It is, perhaps, appropriate that the visiting team for Wednesday’s junior varsity/varsity baseball games at Progressive Field be the only other school in the state who uses “Bluejays” as their nickname.
Bondurant-Farrar will be the guest of the original Bluejays, of Perry, for Raccoon River Conference hardball. The game will be the 1,113th game Perry will play under the direction of Mike Long, who first became the Bluejay skipper in 1978.
Now in his 40th season, Long is 10th on all-time career victory list among active coaches with a mark of 709-402 entering Monday’s game at Carlisle. He directed Perry to second place in the 1987, 1991 and 1998 state tournaments, and took the 1999, 2002 and 2004 teams to the state tourney as well.
Kevin Ruggle mentioned that his nephew, Joe, had recently taken his own son, Gus, to a Perry game and had introduced him to his old ball coach. That got Ruggle thinking of all the players Long had impacted over his tenure and of the unique bond formed between father and son by baseball.
A facebook page — Bluejay Baseball Alumni Night — was started, and soon over 130 former players had been contacted. Many — Kurt Whiton and Rob Nevitt immediately came to his mind — played for Long and then had their own sons play for their former skipper.
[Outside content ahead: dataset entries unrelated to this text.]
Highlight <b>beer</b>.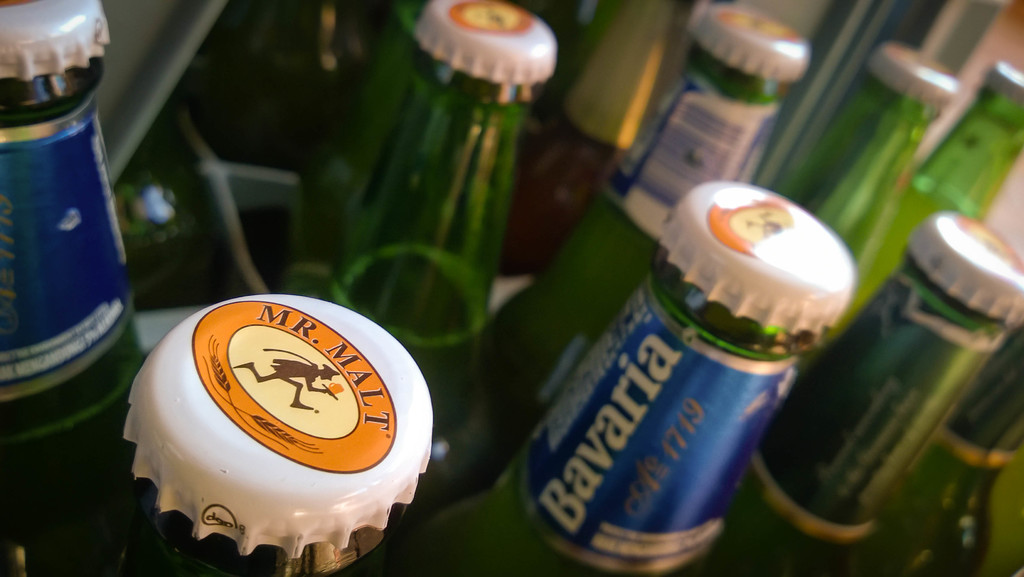
Highlighted region: box(436, 171, 859, 576).
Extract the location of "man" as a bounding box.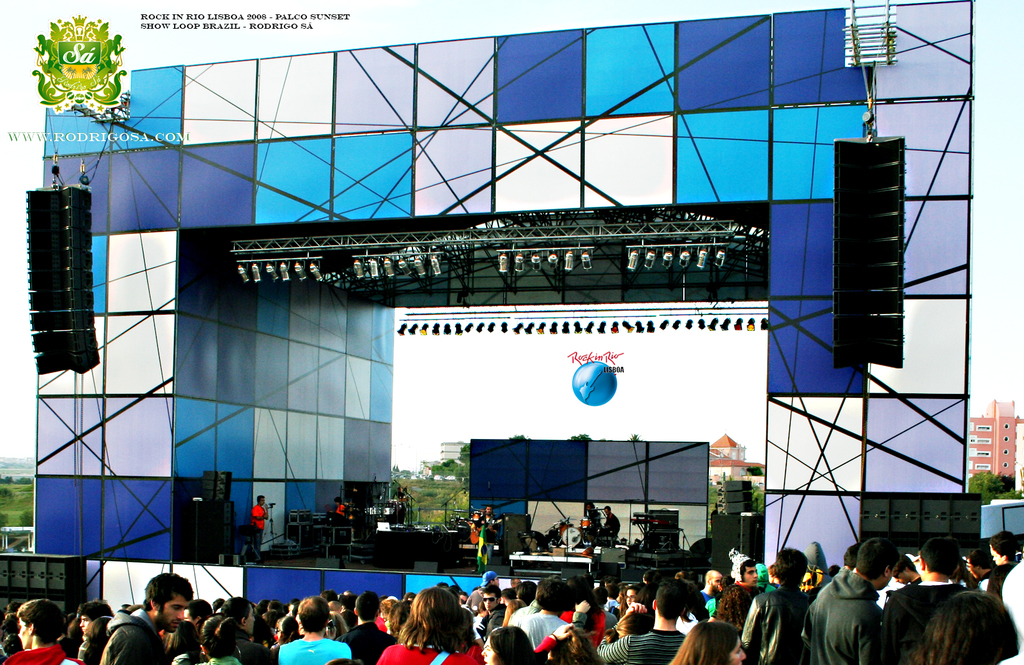
799, 548, 905, 662.
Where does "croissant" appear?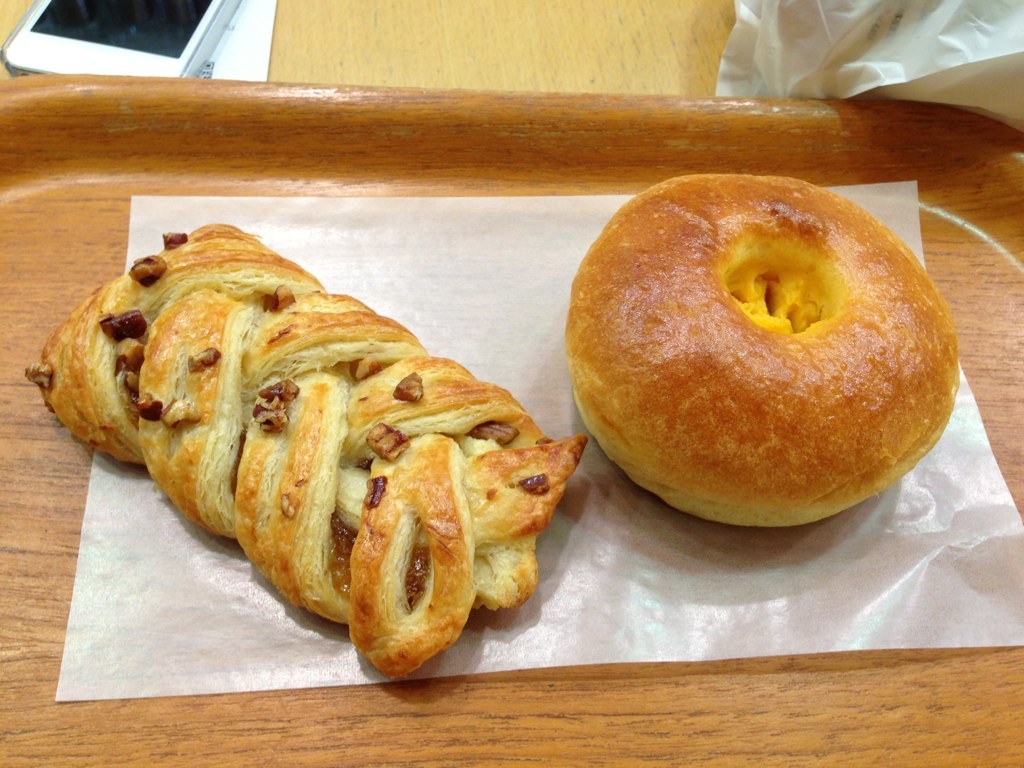
Appears at 40,208,549,660.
It was decided that, rather than having some official ceremony or function, alumni from as many classes as possible would gather June 28, sit together, and root on the Bluejays as a show of support for their old school and as a way to salute their former coach.
Now comprised of doctors, lawyers, engineers, bankers, teachers, laborers, law enforcement members and, yes coaches — among a myriad of professions — many former players representing four decades of graduating classes under Long will be gathering from Kansas, Minnesota and other states to attend Wednesday’s game.
A unique situation will thus be created, one in which current players as young as 14 and old veterans now in their late 50’s will refer to the same man — Mike Long — as “coach.”
Kevin Ruggle encouraged alumni to spread the word and come out to the game. He said Long had “Pushed us to be better at a time in our lives when maybe we needed a little pushing, and we are all better for it.”